OK, I can't stand it any more so here are some suggestions.
gbam wrote:
"OK -- An invert is the lowest point of a conveyance. This can be a channel or pipe."
This is, I believe, what most engineers understand by the word invert

. The definition offered by PELS is correct if you are using invert as a verb.
gbam also wrote:
"A flow line is similar. When used together to define a culvert, the flowline is the top of dirt and the invert is the bottom of culvert."
This simply confuses the issue, I believe. The word flowline is never, in my experience, used to refer to the dirt over the top of a culvert or any other conveyance structure.
dicksewerat wrote:
"I thought the flow line was the elevation of the water surface as the water moved down the pipe. "
This is also confusing. I have never heard the word flowline used this way.

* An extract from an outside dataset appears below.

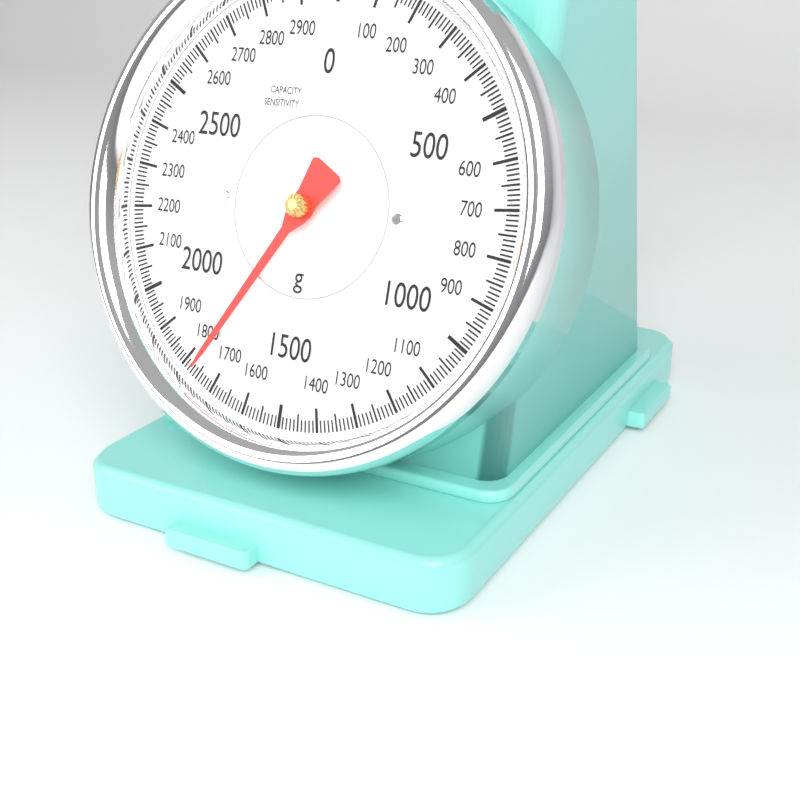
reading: 1760 g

In a pipe or culvert with a free water surface the highest elevation to which the water may rise may be called any of the following: " water surface elevation" sometimes the "hydraulic grade line" or just "water surface".

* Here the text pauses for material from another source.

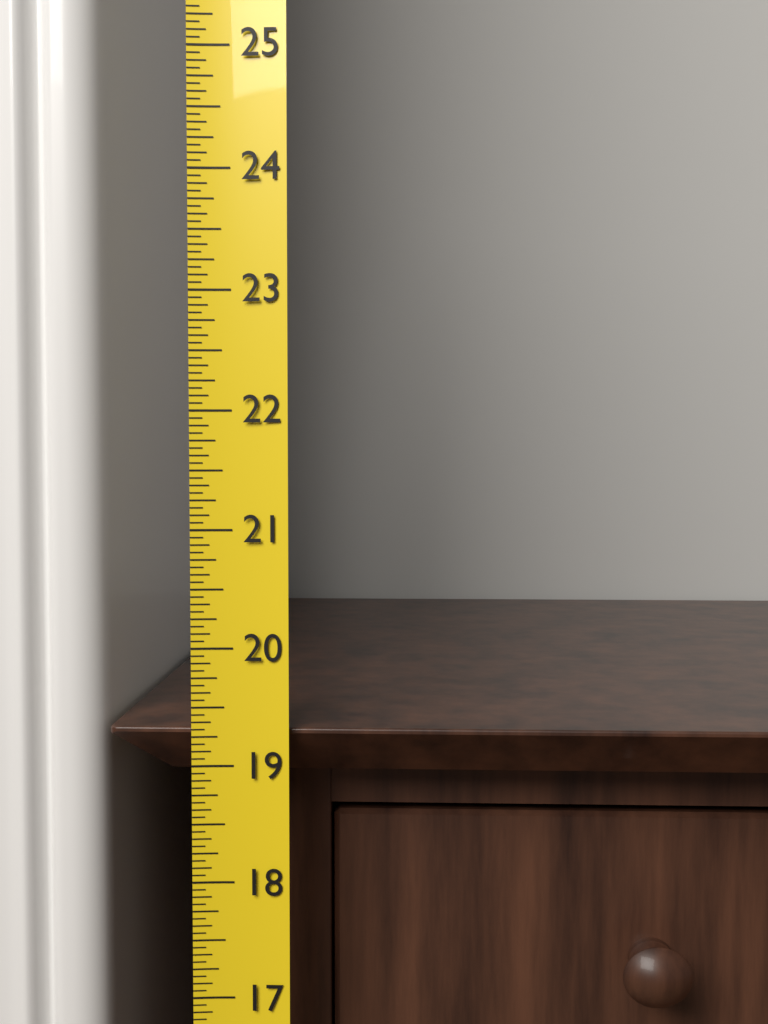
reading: 19.3125 (no unit)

Flowline may be used to refer to the low point in a pipe, culvert, ditch, stream or other structure that conveys water, WHEN VIEWED IN PROFILE. That term may sometimes be used to refer to the thread of a stream WHEN VIEWED IN PLAN. This use is synonymous to the German word "thalweg".
When words are our only tools it seems important to agree on their meaning. Fortunately, engineers have other tools, such as pictures, drawings and numbers and symbols.